Designing Risographs in Inkscape

I’ve recently gotten rather interested in a printing process referred to as Risographs. A risograph machine uses a (machine generated) stencil that is wrapped around an ink drum. With this, patterns of a single hue can be quickly and economically applied to paper. Multiple colours require multiple passes through the machine, and consequently introduce registration errors. The main reason to use these for art is either (1) economics for high volume printing or (2) ability to use unique inks (fluorescent, metallic).

For designs with more than 3 distinct hues (excluding colours that can be made by blending) or ones that do not require special ink types, it may be better (and cheaper sometimes) to stick to an inkjet process or similar. It should be mentioned that Risograph is just a brand name of the Riso Kagaku Corporation, but nowadays it has become a bit of a catch-all for art that is created with a ‘stencil duplicator’ - irrespective of whether it was actually made using a Risograph machine._

What elements of Risograph printing do we need to capture?

Let’s start by understanding the basics of the Risograph machine. A stencil can allow varying amounts of ink through each location. With this, various luminosities of a single hue can be produced. The illustration below from the outoftheblueprint.org captures this nicely:

Note that the file that we provide to the printer is a grayscale image.

Another element we need to consider is that colours can blend together1. There isn’t anything particularly magical about this, but it means with 2 colours you can get another hue by blending the two together and we would like to be able to see this also in Inkscape.

If you want to read a little bit more about the peculiarities of the medium and options such as halftoning method, I would recommend this short document from University of Illinois.

Setting up Inkscape for Risographs

The general structure splits each colour onto a separate layer, and all items within a layer are pure grayscale objects. The latter is important, because it makes exporting the file for the Riso machine trivial. It also means you do not need to worry about switching between colours, as all items in the graphic are pure grayscale. The colour is set only once per layer, and is applied as an Inkscape filter.

If we do that for a simple two-colour case, we get the following:

The presence of the grayscale folder is not strictly required, but it will become useful later.

The nature of the filter is a ‘Simple Blend’ (available under Filter > Color > Simple Blend) with the blend mode set to screen as in the screenshot below

We do this procedure for each color layer:

  1. Create a layer for the colour
  2. Set layer blend mode to multiply
  3. Create a group within that layer called grayscale (name doesn’t matter)
  4. Apply a Simple Blend filter to the layer, with blend mode set to screen, with a colour that looks close to the riso ink you will use.
  5. Add your content to the grayscale group, where only grayscale fill and stroke are used.
  6. If content within a color overlaps, set each content item’s blend mode to multiply too.

If you have done the above, you will get this kind of behaviour for our example blue and yellow example case:

As a check, we can activate the ‘no filter’ display mode in Inkscape. We should then only see grayscale content:

⚠️ Warning: make sure that all content is truly grayscale! There is nothing preventing you from selecting non-grayscale fills and strokes for content in each colour layer. Non-grayscae colours will still be mapped to something close to the target colour, but there is no predicting how that would end up being interpreted later on. Keep an eye on it, or at least check during export.

You can check your setup against the example file that I have been using in this post

Exporting and tips

In the end, you will have to export each layer to a separate grayscale file. Good thing we already split each colour in its own layer. We can actually do even better, and keep a separate, live clone of each colour in grayscale in the same document to preview and export.

To do this, simply duplicate the page for each colour, and create a clone of the grayscale group and position it in the same place on the separate pages! For the clone, make sure to remove any filter effects. The clone is dynamic, so as you work in the colour preview, this grayscale preview will update with it. Once you are ready to export the grayscale files, simply export those pages!

💡 Tip: to align the grayscale clone on the duplicate page, you can (if the design fits within the page) just copy the coordinates of the group in the color design. If it does not fit within the page, a temporary dummy item in the corner of the page will aid alignment.

💡 Tip: you can also scale clones, allowing you to create different print sizes for your design (e.g. A4 or A3 Riso)

⚠️ Warning: Inkscape’s selection is nontrivial. In case of issues, make sure you are truly working within a group and that you have the right item selected (also when applying filters).

Other points

  • ⚙ It is important that all the filter effects you may use are flattened in the final output. Whenever you export as a PDF Inkscape will ask you for a rasterization DPI. Make sure to pick a DPI that equals or exceeds 300dpi. Particular changes may need to be made based on the machine that you are using.
  1. metallic inks may blend in different ways, blocking out the colours below.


__Requirement__: Keep the images out while you retype all of the data exactly.

__Data shown__:

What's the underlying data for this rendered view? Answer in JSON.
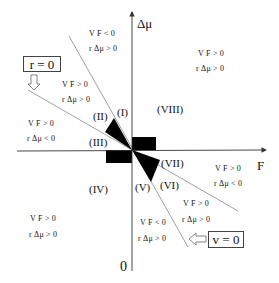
{
  "axes": {
    "x_label": "F",
    "y_label": "Δμ",
    "origin_label": "0"
  },
  "boundary_lines": {
    "r_zero": {
      "label": "r = 0",
      "arrow": "down-arrow"
    },
    "v_zero": {
      "label": "v = 0",
      "arrow": "left-arrow"
    }
  },
  "regions": [
    {
      "id": "I",
      "label": "(I)"
    },
    {
      "id": "II",
      "label": "(II)"
    },
    {
      "id": "III",
      "label": "(III)"
    },
    {
      "id": "IV",
      "label": "(IV)"
    },
    {
      "id": "V",
      "label": "(V)"
    },
    {
      "id": "VI",
      "label": "(VI)"
    },
    {
      "id": "VII",
      "label": "(VII)"
    },
    {
      "id": "VIII",
      "label": "(VIII)"
    }
  ],
  "conditions": [
    {
      "area": "upper-steep-wedge",
      "vf": "V F < 0",
      "rdmu": "r Δμ > 0"
    },
    {
      "area": "upper-between-lines",
      "vf": "V F > 0",
      "rdmu": "r Δμ > 0"
    },
    {
      "area": "left-above-axis",
      "vf": "V F > 0",
      "rdmu": "r Δμ < 0"
    },
    {
      "area": "upper-right-quadrant",
      "vf": "V F > 0",
      "rdmu": "r Δμ > 0"
    },
    {
      "area": "lower-left-quadrant",
      "vf": "V F > 0",
      "rdmu": "r Δμ > 0"
    },
    {
      "area": "right-below-axis",
      "vf": "V F > 0",
      "rdmu": "r Δμ < 0"
    },
    {
      "area": "lower-between-lines",
      "vf": "V F > 0",
      "rdmu": "r Δμ > 0"
    },
    {
      "area": "lower-steep-wedge",
      "vf": "V F < 0",
      "rdmu": "r Δμ > 0"
    }
  ],
  "colors": {
    "axis": "#333333",
    "line": "#777777",
    "fill": "#000000"
  }
}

__Answer to this task__:
What's the underlying data for this rendered view? Answer in JSON.
{
  "axes": {
    "x_label": "F",
    "y_label": "Δμ",
    "origin_label": "0"
  },
  "boundary_lines": {
    "r_zero": {
      "label": "r = 0",
      "arrow": "down-arrow"
    },
    "v_zero": {
      "label": "v = 0",
      "arrow": "left-arrow"
    }
  },
  "regions": [
    {
      "id": "I",
      "label": "(I)"
    },
    {
      "id": "II",
      "label": "(II)"
    },
    {
      "id": "III",
      "label": "(III)"
    },
    {
      "id": "IV",
      "label": "(IV)"
    },
    {
      "id": "V",
      "label": "(V)"
    },
    {
      "id": "VI",
      "label": "(VI)"
    },
    {
      "id": "VII",
      "label": "(VII)"
    },
    {
      "id": "VIII",
      "label": "(VIII)"
    }
  ],
  "conditions": [
    {
      "area": "upper-steep-wedge",
      "vf": "V F < 0",
      "rdmu": "r Δμ > 0"
    },
    {
      "area": "upper-between-lines",
      "vf": "V F > 0",
      "rdmu": "r Δμ > 0"
    },
    {
      "area": "left-above-axis",
      "vf": "V F > 0",
      "rdmu": "r Δμ < 0"
    },
    {
      "area": "upper-right-quadrant",
      "vf": "V F > 0",
      "rdmu": "r Δμ > 0"
    },
    {
      "area": "lower-left-quadrant",
      "vf": "V F > 0",
      "rdmu": "r Δμ > 0"
    },
    {
      "area": "right-below-axis",
      "vf": "V F > 0",
      "rdmu": "r Δμ < 0"
    },
    {
      "area": "lower-between-lines",
      "vf": "V F > 0",
      "rdmu": "r Δμ > 0"
    },
    {
      "area": "lower-steep-wedge",
      "vf": "V F < 0",
      "rdmu": "r Δμ > 0"
    }
  ],
  "colors": {
    "axis": "#333333",
    "line": "#777777",
    "fill": "#000000"
  }
}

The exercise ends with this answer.